The five-part prompt

Give Codex five pieces of context:

  1. Audience: who uses this screen.
  2. Job: what they need to finish.
  3. Data: what information they need to see or enter.
  4. Constraints: what must be protected, avoided, or kept consistent.
  5. Verification: how to know the change works.

Example:

Build a first version of an internal volunteer follow-up screen. The user is a ministry coordinator. They need to see new contact requests, mark who has been contacted, and record a simple next step. Do not expose private infrastructure details. Use the existing app patterns, keep it mobile-friendly, and run the relevant checks.

Interface decisions

Use this filter when choosing what belongs on a screen:

Decision filter diagram for deciding whether UI content belongs on a screen.

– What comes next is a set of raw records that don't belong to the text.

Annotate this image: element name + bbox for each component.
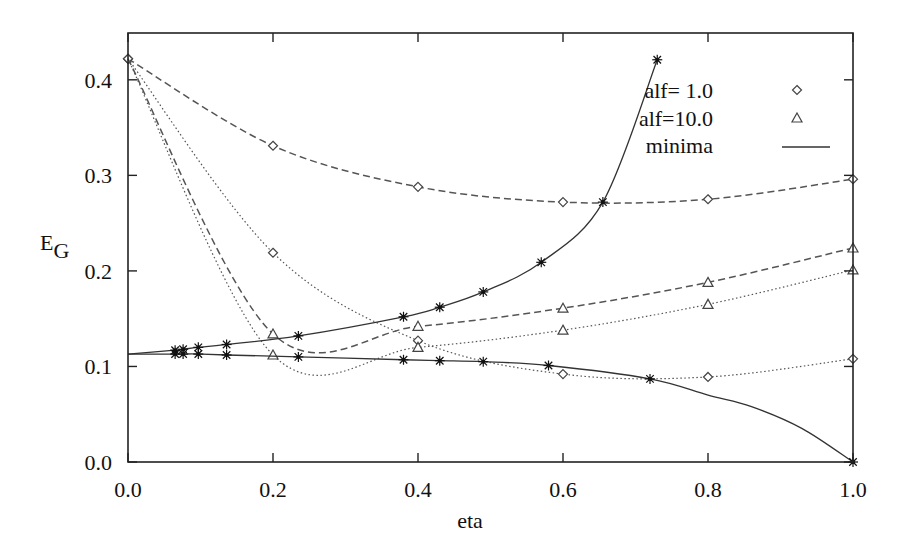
y-tick-label: 0.3 — [85, 163, 113, 188]
star-marker — [645, 374, 655, 384]
axes: 0.00.20.40.60.81.00.00.10.20.30.4 — [85, 33, 867, 502]
y-tick-label: 0.4 — [85, 68, 113, 93]
series-line — [128, 60, 657, 354]
triangle-marker — [792, 113, 802, 122]
x-tick-label: 0.4 — [404, 477, 432, 502]
diamond-marker — [704, 195, 713, 204]
series-alf-10-0-dotted- — [128, 59, 858, 376]
chart-canvas: 0.00.20.40.60.81.00.00.10.20.30.4 alf= 1… — [0, 0, 909, 555]
legend-label: alf= 1.0 — [644, 78, 713, 103]
star-marker — [435, 356, 445, 366]
y-tick-label: 0.0 — [85, 450, 113, 475]
legend: alf= 1.0alf=10.0minima — [639, 78, 830, 158]
star-marker — [435, 302, 445, 312]
star-marker — [399, 312, 409, 322]
star-marker — [222, 339, 232, 349]
star-marker — [222, 350, 232, 360]
diamond-marker — [559, 198, 568, 207]
star-marker — [536, 257, 546, 267]
series-minima-lower- — [128, 349, 858, 467]
x-tick-label: 1.0 — [839, 477, 867, 502]
star-marker — [544, 360, 554, 370]
triangle-marker — [558, 303, 568, 312]
x-tick-label: 0.8 — [694, 477, 722, 502]
series-line — [128, 354, 853, 462]
diamond-marker — [559, 370, 568, 379]
series-alf-1-0-dotted- — [124, 54, 858, 381]
series-line — [128, 59, 853, 376]
diamond-marker — [269, 248, 278, 257]
star-marker — [399, 355, 409, 365]
series-minima-upper- — [128, 55, 662, 355]
diamond-marker — [269, 141, 278, 150]
plot-frame — [128, 33, 853, 462]
x-tick-label: 0.6 — [549, 477, 577, 502]
triangle-marker — [268, 329, 278, 338]
triangle-marker — [703, 299, 713, 308]
series-line — [128, 59, 853, 203]
x-axis-title: eta — [457, 508, 483, 533]
series-alf-1-0-dashed- — [124, 54, 858, 206]
series-line — [128, 59, 853, 353]
plot-area — [124, 54, 859, 467]
star-marker — [193, 349, 203, 359]
y-axis-title: EG — [40, 230, 69, 263]
legend-label: minima — [646, 133, 713, 158]
x-tick-label: 0.2 — [259, 477, 287, 502]
x-tick-label: 0.0 — [114, 477, 142, 502]
star-marker — [293, 352, 303, 362]
star-marker — [293, 331, 303, 341]
star-marker — [598, 197, 608, 207]
series-line — [128, 59, 853, 379]
star-marker — [478, 287, 488, 297]
triangle-marker — [413, 321, 423, 330]
triangle-marker — [268, 350, 278, 359]
diamond-marker — [793, 86, 802, 95]
diamond-marker — [704, 372, 713, 381]
star-marker — [178, 349, 188, 359]
triangle-marker — [558, 325, 568, 334]
y-tick-label: 0.2 — [85, 259, 113, 284]
diamond-marker — [414, 182, 423, 191]
series-alf-10-0-dashed- — [128, 59, 858, 353]
star-marker — [652, 55, 662, 65]
star-marker — [478, 357, 488, 367]
legend-label: alf=10.0 — [639, 106, 713, 131]
y-tick-label: 0.1 — [85, 354, 113, 379]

If the answer is no, move it out of the primary screen:

  • Is this needed for the user to complete the job?
  • Is it safe for this user to see?
  • Is it clear without technical training?
  • Is this the right moment to show it?

Staff review script

When reviewing a new AI-built screen, ask:

If I were tired, rushed, and using my phone, would I know what to do next?

Then check:

  • the first visible heading
  • primary button text
  • required fields
  • error messages
  • success confirmation
  • navigation back to the previous task

Documentation handoff

After a new internal tool screen is approved, add or update its module under Internal Tool Modules. Staff should not need to read code or chat history to understand how to use the tool.